When we knew they were busy reading their Corin Tellado romance novels to each other, and watching their telenovelas, we locked the bedroom door to whoever’s apartment it was. They’d recently started calling us by our baby names and trying to make us their nenas again, offering to take us shopping and sharing their Vanidades Magazines in Spanish. We saw their fear, and we played up to it. “Ramonita, Carmencita, Inesita, Vengan! Let’s go downtown and do a little shopping.” We saw it was a trap. They told each other where we were and paid each other visitas when we happened to be there. They claimed it was to roll each other’s hair in those hideous pink curlers, or to exchange books and magazines in Spanish. But we knew they were spying on us. We didn’t fall for it, no Señoras. “No tengo ganas,” one of us was sure to say, not in the mood for shopping, or, “We are working on el homework.” We knew our mothers wanted to curb our tastes and desires and we said “no, gracias.” It was the year of diminutives.
Author: Judith Ortiz Cofer
Judith Ortiz Cofer was born in Hormigueros, a small town in Puerto Rico, and raised in Patterson, New Jersey. For many years she taught at The University of Georgia, where she was Franklin Professor of English and Creative Writing, Emerita. She was the author of A Love Story Beginning in Spanish: Poems (2005); Call Me Maria (2006), a young adult novel; The Meaning of Consuelo (2003), a novel; Woman in Front of the Sun: On Becoming a Writer (2000), a collection of essays; An Island Like You: Stories of the Barrio (1995), a collection of short stories; The Line of the Sun (1989), a novel; Silent Dancing (1990), a collection of essays and poetry; two books of poetry, Terms of Survival (1987) and Reaching for the Mainland (1987); and The Latin Deli: Prose and Poetry (1993), which was nominated for the Pulitzer Prize.
Her work appeared in The Georgia Review, Kenyon Review, Southern Review, Glamour and other journals, and has been included in numerous textbooks and anthologies including: Best American Essays 1991, The Norton Book of Women's Lives, The Norton Introduction to Literature, The Norton Introduction to Poetry, The Heath Anthology of American Literature, The Pushcart Prize, and the O. Henry Prize Stories.
Judith Ortiz Cofer passed away on December 30th, 2016. Her extraordinary life and work were celebrated at The University of Georgia on January 27th, 2017.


In the copy, include no images, and repeat each entry precisely as written.

============

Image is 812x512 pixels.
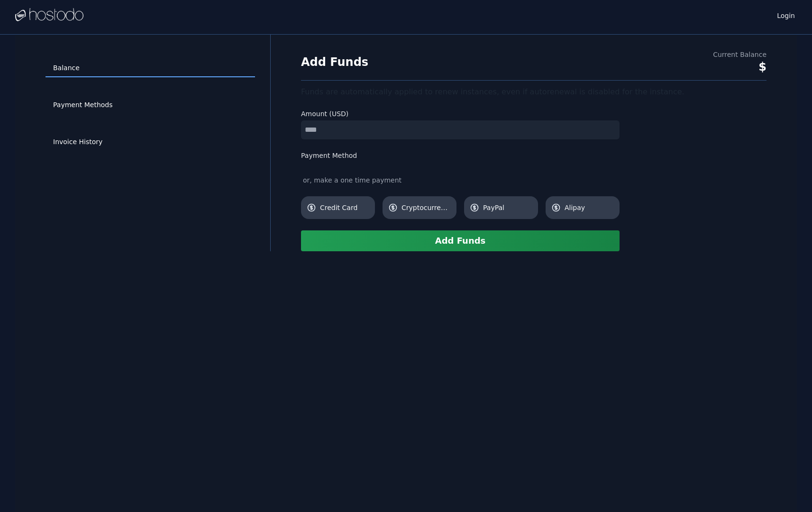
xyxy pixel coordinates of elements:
a: Balance [45,59,255,77]
a: Invoice History [45,133,255,151]
button: Add Funds [301,231,619,251]
label: Payment Method [301,150,619,160]
div: Current Balance [712,50,767,59]
h1: Add Funds [301,54,368,70]
a: Login [775,9,797,20]
img: Logo [15,8,83,22]
span: Alipay [564,203,614,212]
span: Cryptocurrency [401,203,451,212]
div: $ [712,59,767,74]
div: or, make a one time payment [301,175,619,185]
label: Amount (USD) [301,109,619,119]
span: Credit Card [320,203,369,212]
div: Funds are automatically applied to renew instances, even if autorenewal is disabled for the insta... [301,86,767,98]
a: Payment Methods [45,96,255,114]
span: PayPal [483,203,532,212]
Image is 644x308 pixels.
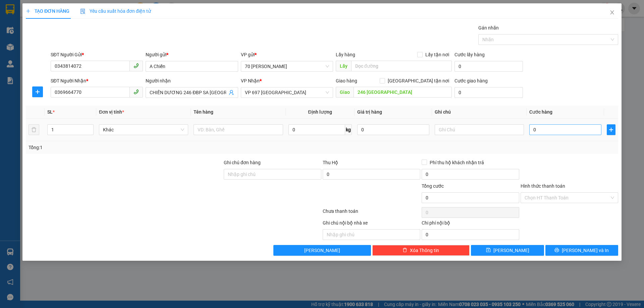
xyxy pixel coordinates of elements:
[304,246,340,255] span: [PERSON_NAME]
[308,110,332,115] span: Định lượng
[351,61,452,72] input: Dọc đường
[562,246,609,255] span: [PERSON_NAME] và In
[146,77,237,84] div: Người nhận
[26,8,70,14] span: TẠO ĐƠN HÀNG
[336,78,357,83] span: Giao hàng
[336,87,353,98] span: Giao
[3,26,4,60] img: logo
[103,125,184,135] span: Khác
[241,51,333,58] div: VP gửi
[357,110,382,115] span: Giá trị hàng
[545,245,618,255] button: printer[PERSON_NAME] và In
[455,87,523,98] input: Cước giao hàng
[28,124,39,135] button: delete
[224,160,261,165] label: Ghi chú đơn hàng
[245,88,329,98] span: VP 697 Điện Biên Phủ
[322,219,420,229] div: Ghi chú nội bộ nhà xe
[554,248,559,253] span: printer
[194,110,213,115] span: Tên hàng
[435,124,524,135] input: Ghi Chú
[427,159,486,167] span: Phí thu hộ khách nhận trả
[80,8,151,14] span: Yêu cầu xuất hóa đơn điện tử
[51,51,143,58] div: SĐT Người Gửi
[529,110,553,115] span: Cước hàng
[322,160,338,165] span: Thu Hộ
[402,248,407,253] span: delete
[6,39,57,50] span: ↔ [GEOGRAPHIC_DATA]
[322,207,421,219] div: Chưa thanh toán
[607,127,615,132] span: plus
[455,61,523,72] input: Cước lấy hàng
[5,34,57,50] span: ↔ [GEOGRAPHIC_DATA]
[33,87,43,97] button: plus
[133,89,139,94] span: phone
[353,87,452,98] input: Dọc đường
[421,219,519,229] div: Chi phí nội bộ
[357,124,429,135] input: 0
[8,5,53,27] strong: CHUYỂN PHÁT NHANH HK BUSLINES
[26,9,31,14] span: plus
[80,9,85,14] img: icon
[228,90,234,95] span: user-add
[521,183,565,188] label: Hình thức thanh toán
[455,52,485,57] label: Cước lấy hàng
[345,124,351,135] span: kg
[485,248,491,253] span: save
[58,48,110,55] span: 70NHH1408250085
[99,110,124,115] span: Đơn vị tính
[194,124,283,135] input: VD: Bàn, Ghế
[224,169,322,179] input: Ghi chú đơn hàng
[421,183,444,188] span: Tổng cước
[372,245,470,255] button: deleteXóa Thông tin
[47,110,53,115] span: SL
[51,77,143,84] div: SĐT Người Nhận
[336,61,351,72] span: Lấy
[274,245,370,255] button: [PERSON_NAME]
[432,106,526,119] th: Ghi chú
[471,245,543,255] button: save[PERSON_NAME]
[602,4,621,22] button: Close
[478,25,498,31] label: Gán nhãn
[245,62,329,72] span: 70 Nguyễn Hữu Huân
[28,144,248,151] div: Tổng: 1
[409,246,439,255] span: Xóa Thông tin
[5,28,57,50] span: SAPA, LÀO CAI ↔ [GEOGRAPHIC_DATA]
[422,51,452,58] span: Lấy tận nơi
[455,78,487,83] label: Cước giao hàng
[133,63,139,69] span: phone
[146,51,237,58] div: Người gửi
[336,52,355,57] span: Lấy hàng
[322,229,420,240] input: Nhập ghi chú
[241,78,260,83] span: VP Nhận
[607,124,615,135] button: plus
[494,246,529,255] span: [PERSON_NAME]
[385,77,452,84] span: [GEOGRAPHIC_DATA] tận nơi
[610,10,615,15] span: close
[33,89,43,94] span: plus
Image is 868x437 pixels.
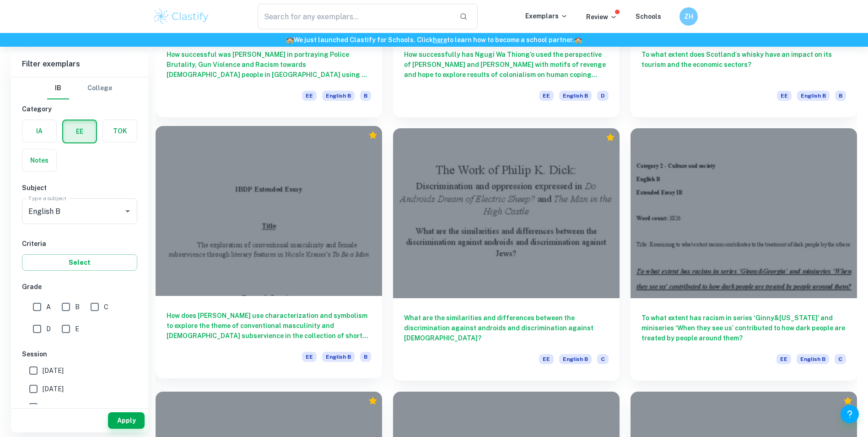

============

Your solution
Image is 812x512 pixels.
xyxy pixel coordinates of elements:
a: Balance [45,59,255,77]
a: Invoice History [45,133,255,151]
button: Add Funds [301,231,619,251]
label: Payment Method [301,150,619,160]
div: Current Balance [712,50,767,59]
h1: Add Funds [301,54,368,70]
a: Login [775,9,797,20]
img: Logo [15,8,83,22]
span: Alipay [564,203,614,212]
span: Cryptocurrency [401,203,451,212]
div: $ [712,59,767,74]
div: or, make a one time payment [301,175,619,185]
label: Amount (USD) [301,109,619,119]
span: Credit Card [320,203,369,212]
div: Funds are automatically applied to renew instances, even if autorenewal is disabled for the insta... [301,86,767,98]
a: Payment Methods [45,96,255,114]
span: PayPal [483,203,532,212]
Image is 644x308 pixels.
xyxy pixel coordinates of elements:
[304,246,340,255] span: [PERSON_NAME]
[308,110,332,115] span: Định lượng
[351,61,452,72] input: Dọc đường
[562,246,609,255] span: [PERSON_NAME] và In
[146,77,237,84] div: Người nhận
[26,8,70,14] span: TẠO ĐƠN HÀNG
[336,78,357,83] span: Giao hàng
[336,87,353,98] span: Giao
[3,26,4,60] img: logo
[103,125,184,135] span: Khác
[241,51,333,58] div: VP gửi
[357,110,382,115] span: Giá trị hàng
[545,245,618,255] button: printer[PERSON_NAME] và In
[455,87,523,98] input: Cước giao hàng
[28,124,39,135] button: delete
[224,160,261,165] label: Ghi chú đơn hàng
[245,88,329,98] span: VP 697 Điện Biên Phủ
[322,219,420,229] div: Ghi chú nội bộ nhà xe
[554,248,559,253] span: printer
[194,110,213,115] span: Tên hàng
[435,124,524,135] input: Ghi Chú
[427,159,486,167] span: Phí thu hộ khách nhận trả
[80,8,151,14] span: Yêu cầu xuất hóa đơn điện tử
[51,51,143,58] div: SĐT Người Gửi
[529,110,553,115] span: Cước hàng
[322,160,338,165] span: Thu Hộ
[402,248,407,253] span: delete
[6,39,57,50] span: ↔ [GEOGRAPHIC_DATA]
[322,207,421,219] div: Chưa thanh toán
[607,127,615,132] span: plus
[455,61,523,72] input: Cước lấy hàng
[5,34,57,50] span: ↔ [GEOGRAPHIC_DATA]
[33,87,43,97] button: plus
[133,89,139,94] span: phone
[353,87,452,98] input: Dọc đường
[421,219,519,229] div: Chi phí nội bộ
[357,124,429,135] input: 0
[8,5,53,27] strong: CHUYỂN PHÁT NHANH HK BUSLINES
[26,9,31,14] span: plus
[80,9,85,14] img: icon
[228,90,234,95] span: user-add
[521,183,565,188] label: Hình thức thanh toán
[455,52,485,57] label: Cước lấy hàng
[345,124,351,135] span: kg
[485,248,491,253] span: save
[58,48,110,55] span: 70NHH1408250085
[99,110,124,115] span: Đơn vị tính
[194,124,283,135] input: VD: Bàn, Ghế
[224,169,322,179] input: Ghi chú đơn hàng
[421,183,444,188] span: Tổng cước
[372,245,470,255] button: deleteXóa Thông tin
[47,110,53,115] span: SL
[51,77,143,84] div: SĐT Người Nhận
[336,61,351,72] span: Lấy
[274,245,370,255] button: [PERSON_NAME]
[432,106,526,119] th: Ghi chú
[471,245,543,255] button: save[PERSON_NAME]
[602,4,621,22] button: Close
[478,25,498,31] label: Gán nhãn
[245,62,329,72] span: 70 Nguyễn Hữu Huân
[28,144,248,151] div: Tổng: 1
[409,246,439,255] span: Xóa Thông tin
[5,28,57,50] span: SAPA, LÀO CAI ↔ [GEOGRAPHIC_DATA]
[422,51,452,58] span: Lấy tận nơi
[455,78,487,83] label: Cước giao hàng
[133,63,139,69] span: phone
[146,51,237,58] div: Người gửi
[336,52,355,57] span: Lấy hàng
[322,229,420,240] input: Nhập ghi chú
[241,78,260,83] span: VP Nhận
[607,124,615,135] button: plus
[494,246,529,255] span: [PERSON_NAME]
[385,77,452,84] span: [GEOGRAPHIC_DATA] tận nơi
[610,10,615,15] span: close
[33,89,43,94] span: plus
Image is 868x437 pixels.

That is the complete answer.